My Artistic process is one of thoughtful forgetting. It is amnesic. There is always an awareness of the tangible, creative space that I inhabit. There is the smell of its musky perfumes and the steady condensation of its humidity. The order of materials is considered and tended to in an obsessive way. There is a creative instinct propelled by an accumulation of practice and training. A creative muscle memory that operates across all layers of consciousness simultaneously and cannot be harnessed or manipulated by the conscious mind alone. It is always present. It moves perpetually. Its influence is always recognizable in the amnesia. And so, I am always a knowing participant in this amnesic state.


This amnesia seeks to erase all forms of conscious, premeditated inspiration. A mind can regulate these things. If I emulate an artist’s work to better understand their style this is fine. If I emulate another’s work in a conscious effort to create a piece that resembles theirs, then I am consciously inspired and my work is without originality. This process is a constant reaching towards originality, not a wild grasping for it. There is no belief that what I create comes from an inner source that is exclusive to me. This method prepares the mind to engage in an act of creativity that is not influenced by a predominant source of influence. This creative amnesia exists solely in the mind of the creative person and so it is their responsibility to cultivate it. To cultivate is to foster a creative mind space in which all creative inspirations are driven out, beyond recognition. There are Three Ways:


The First Way: [Prior to the creative process] speedily and randomly consume an assortment of inspirational material from any number of mediums until a comprehensive message sifts through the muck of their blur.

The Second Way: Slow the flow of creative inspiration by pouring your focus into only one of its outlets. Now keep pouring until any firm belief had in the inspirational subject is smothered by guessings and second-guessings and third-,fourth- and etc. Confusion ensues, the mind wanders, the mind wanders until it discovers creative stimulation far removed from this source of confusion.

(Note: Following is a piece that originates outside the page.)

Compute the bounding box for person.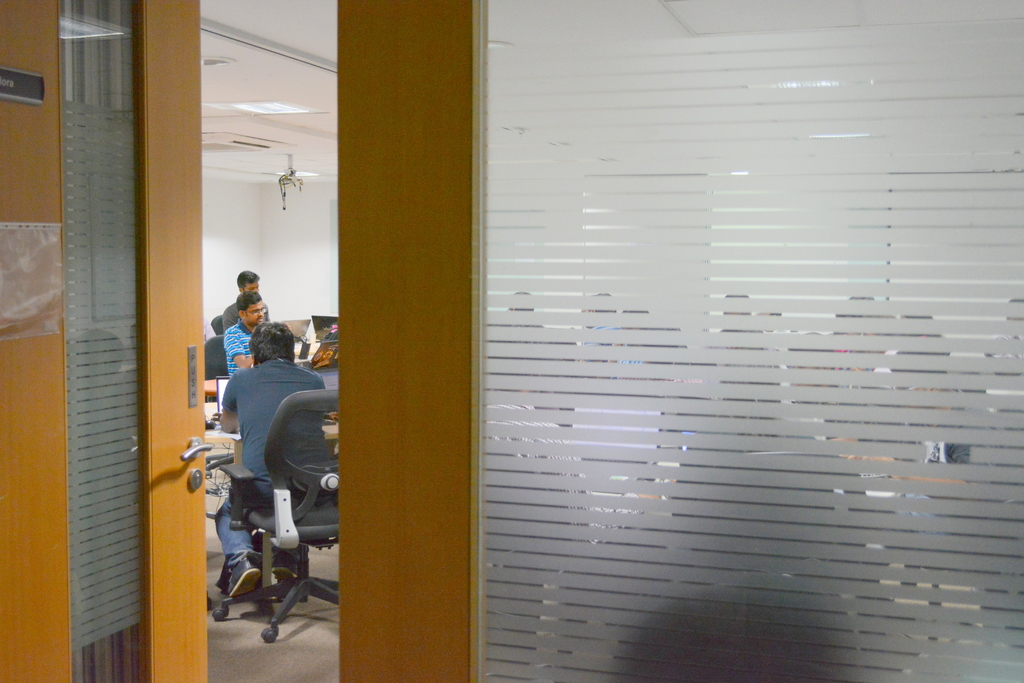
223:293:270:391.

The Third Way... should be taken very seriously if it is taken at all. It consists of encouraging such an extreme emotional state that all thoughts or feelings outside of it are obscured. In this way, the amnesia takes on the identity of the extreme emotional state and, regardless of the work created whilst in it, is likely to affect the artist long after his work is done. Violent and/or depressive temperaments could spill over into the artists’ personal life and muck it all up, leaving him/her asking themselves, “Was it even worth it?”.


When I approach my space with the audacity to create something new, it is most often with the First Way. I have consumed an array of material and am left with an urge to create something that is completely uninspired. I like to work as quickly as I possibly can, being sure to regularly rid my mind of outside influences that overstay their welcome. A swift hand rids the mind of creative imitation. This amnesia is a quarreling with materials in a fit of unhindered spontaneity. Time for thought is crushed to slivers; booted aside by the reaching for a random can of spray paint, buried under piles of recycled materials and drowned by the dousing of house paint. The materials impose themselves, take control, tell me how to handle and apply them. After a while it all feels very natural. Worries of scale, theory and proper form—anxieties instilled by the academic—fade. Images of paintings from those artists I have always admired drift away. Forgery is impossible. My identity as an artist disassociates from my personal identity. I am engulfed by the process. My surrender to this uninspired moment of creativity begets an act of art that baffles me. It is...a success! A successful work of art effects everyone individually. It crashes into them like a sudden bout of dejavu. Above all else, fugue art strives to achieve an absolute subjective experience in the passerby.


"It is detritus. A creative work of Detritus in absolute form."